The US passed China with a supercomputer capable of as many calculations per second as 6.3 billion humans
Oak Ridge National Laboratory (ORNL) together with IBM and Nvidia celebrated the official unveiling of the Department of Energy (DOE) Summit supercomputer today at an event presided over by DOE Secretary Rick Perry. The partners, who collaborated to design and build the estimated $200-million dollar machine under the CORAL procurement program, heralded it as the world’s most powerful supercomputer with 200 peak petaflops for high-performance computing workloads and 3.3 peak exaops for emerging AI workloads.
The deployment encompasses 4,608 compute nodes, each containing two 22-core IBM Power9 processors and six Nvidia Tesla V100 GPUs, interconnected with dual-rail Mellanox EDR 100Gb/s InfiniBand. Summit is said to offer 8X more performance than its predecessor, Titan, which spans 18,688 AMD-Nvidia nodes. The new supercomputer has a power footprint of 13MW, not a significant increase over Titan’s 9MW considering the massive performance leap.
Perry upheld Summit’s installation as a sign of the United States’ global competitiveness and technological leadership:
“We know we’re in a competition and we know that this competition is real and it matters who gets there first,” said Perry. “Today [we] show the rest of the world that America is back in the game and we’re back in the game in a big way. Our national security, our economics, our scientific discovery, our energy research will be affected in a powerful way.”
Perry warned however that the U.S. also faces a challenge. “There are other nations that are racing to develop their technology; if we’re not dedicated and determined, the leadership we enjoy today could be the leadership of tomorrow and we don’t want that,” he said.
While this soft-launch (formal acceptance is scheduled for later this year) is an important milestone that is generating wide media attention, the HPC community proper is still awaiting and expects hard benchmarks; they won’t have to wait too much longer with the next Top500 list due out in two weeks. If Summit achieves the Linpack score that we’ve heard projected, roughly 120-petaflops, the United States could retake the Top500 crown from China, pending no surprises.
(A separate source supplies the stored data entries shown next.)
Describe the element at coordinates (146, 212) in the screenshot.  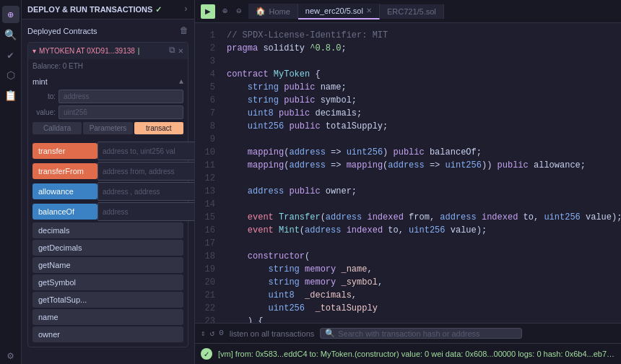
I see `balanceof-input` at that location.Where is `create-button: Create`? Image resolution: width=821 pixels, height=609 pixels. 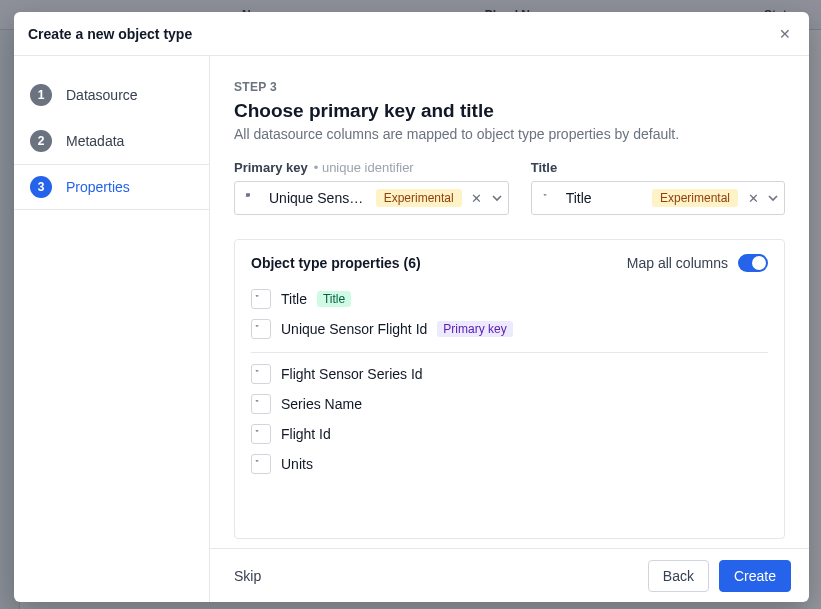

China has held the top of the list since 2013 with the debut of the 33.9-petaflops (Linpack) Tianhe-2A. That machine fell to number two in 2016, when China stood up the 93-petaflops (Linpack) Sunway TaihuLight, which still holds the number one spot. The fastest U.S. machine is still the Oak Ridge Titan supercomputer, which entered the list at the number one position in November 2012 (with 17.6 Linpack petaflops) and now ranks fifth.